On the Greatest Virtue

Juliet Macur, the author of this recent NYT article, in an unrelated interview was asked, “What is your favorite virtue?” “Kindness,” she answered, and then added:

“My earliest memory of it is my mother taking the train to Manhattan from our house in New Jersey, toting three freshly baked loaves of bread. She would leave each loaf next to a homeless person sleeping on the floor of Penn Station.”

I sent an email to a student of mine this week to see if there was anything I could do to support her in the last stages of her teaching certificate work. From Central America, a wife and mother, Rosa is struggling to complete the high-stakes performance assessment she has to pass.

She wrote back:

“I think the only reason I will end the program is thanks to you all. Every time I was about to break there was one of you to hug me, encourage me, smile at me. Remember when you stopped to talked with Rebeca, Drew and I one day? You called us “three of my favorite teachers.” You have no idea how much that meant to me. Now every time I feel like dropping out, I get my journal and read. Stop Rosa you are already a teacher and not only that, you are one of Ron’s favorites so get it together and finish! You haven’t come so far to come just this far!”

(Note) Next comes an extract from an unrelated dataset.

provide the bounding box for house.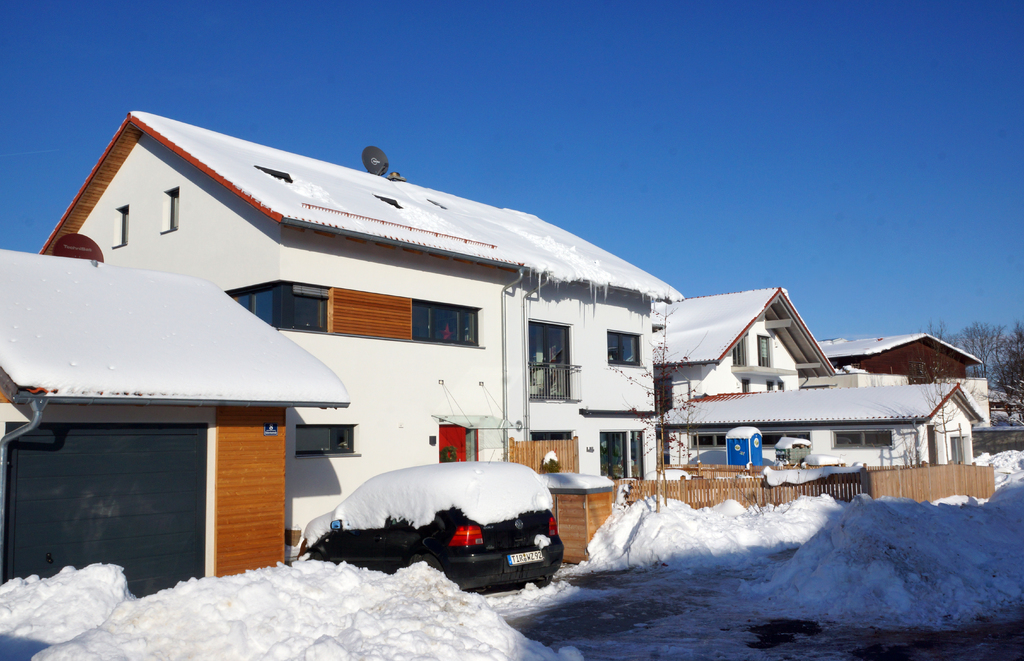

I barely remember that interaction. My words that afternoon were a spontaneous, simple, seemingly forgetful greeting that I never would have guessed any of them would’ve remembered very long at all.

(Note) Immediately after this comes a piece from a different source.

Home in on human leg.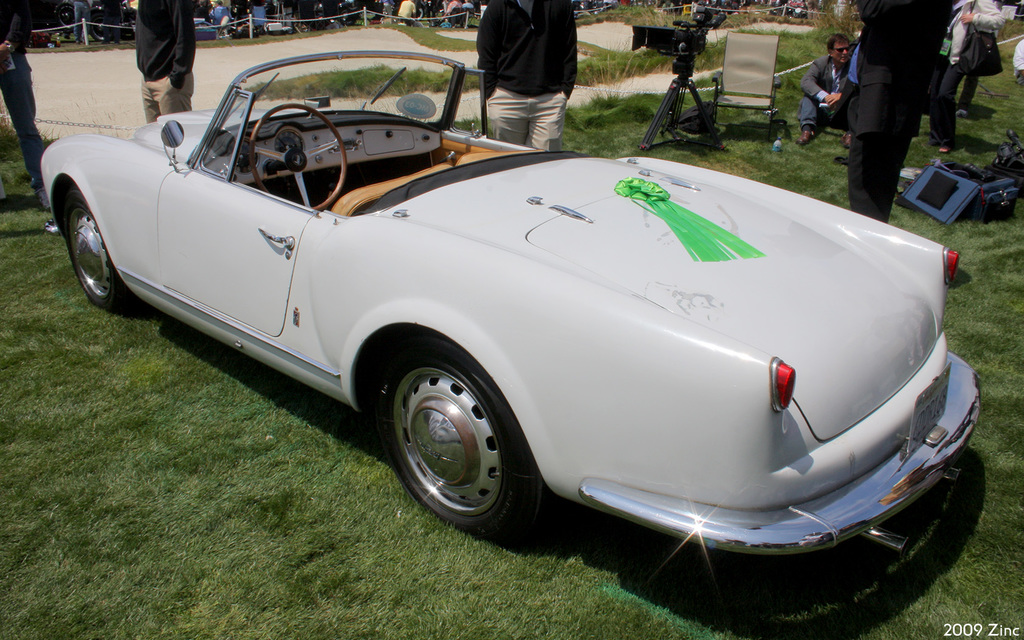
Homed in at (left=850, top=125, right=920, bottom=225).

As teachers, parents, and coaches, we forget that our words, whether we think before speaking or not, whether kind or not, have lasting impacts.

In the New Testament, James (Chapter 3, verse 5), encourages his readers to “Consider what a great forest is set on fire by a small spark.”

Think first, convey kindness, and most everything else will fall into place.

Wednesday Assorted Links

1. Research Puts Spotlight on the Impact of Loneliness in the U.S. and Potential Root Causes

The findings:

  • Nearly half of Americans report sometimes or always feeling alone (46 percent) or left out (47 percent).
  • One in four Americans (27 percent) rarely or never feel as though there are people who really understand them.
  • Two in five Americans sometimes or always feel that their relationships are not meaningful (43 percent) and that they are isolated from others (43 percent).
  • One in five people report they rarely or never feel close to people (20 percent) or feel like there are people they can talk to (18 percent).
  • Americans who live with others are less likely to be lonely (average loneliness score of 43.5) compared to those who live alone (46.4). However, this does not apply to single parents/guardians (average loneliness score of 48.2) – even though they live with children, they are more likely to be lonely.
  • Only around half of Americans (53 percent) have meaningful in-person social interactions, such as having an extended conversation with a friend or spending quality time with family, on a daily basis.
  • Generation Z (adults ages 18-22) is the loneliest generation and claims to be in worse health than older generations.
  • Social media use alone is not a predictor of loneliness; respondents defined as very heavy users of social media have a loneliness score (43.5) that is not markedly different from the score of those who never use social media (41.7).

2. Nearly half of jobs are vulnerable to automation.

“In 2013 Carl Benedikt Frey and Michael Osborne of Oxford University used—what else?—a machine-learning algorithm to assess how easily 702 different kinds of job in America could be automated. They concluded that fully 47% could be done by machines ‘over the next decade or two.'”

3. Mental health on a budget.

4. The Secret to Magic Mornings? Put The Kids to Work.

“Our kids — all daughters (and no, we aren’t and weren’t trying for a boy) — are ages 4 through 18. And over the years we’ve tried all kinds of systems and routines as we’ve tried to make mornings more manageable. Yelling didn’t work. Bribes and reward charts were more trouble than they were worth. Doing everything for them was unsustainable — we all were cranky.

So we kept tinkering with different ideas.

A while back we hit the jackpot with a plan that is finally working well.”

5. How Refugees Are Finding Home on an American Campus.

Proud of my former employer for resisting Trump’s xenophobia so concretely.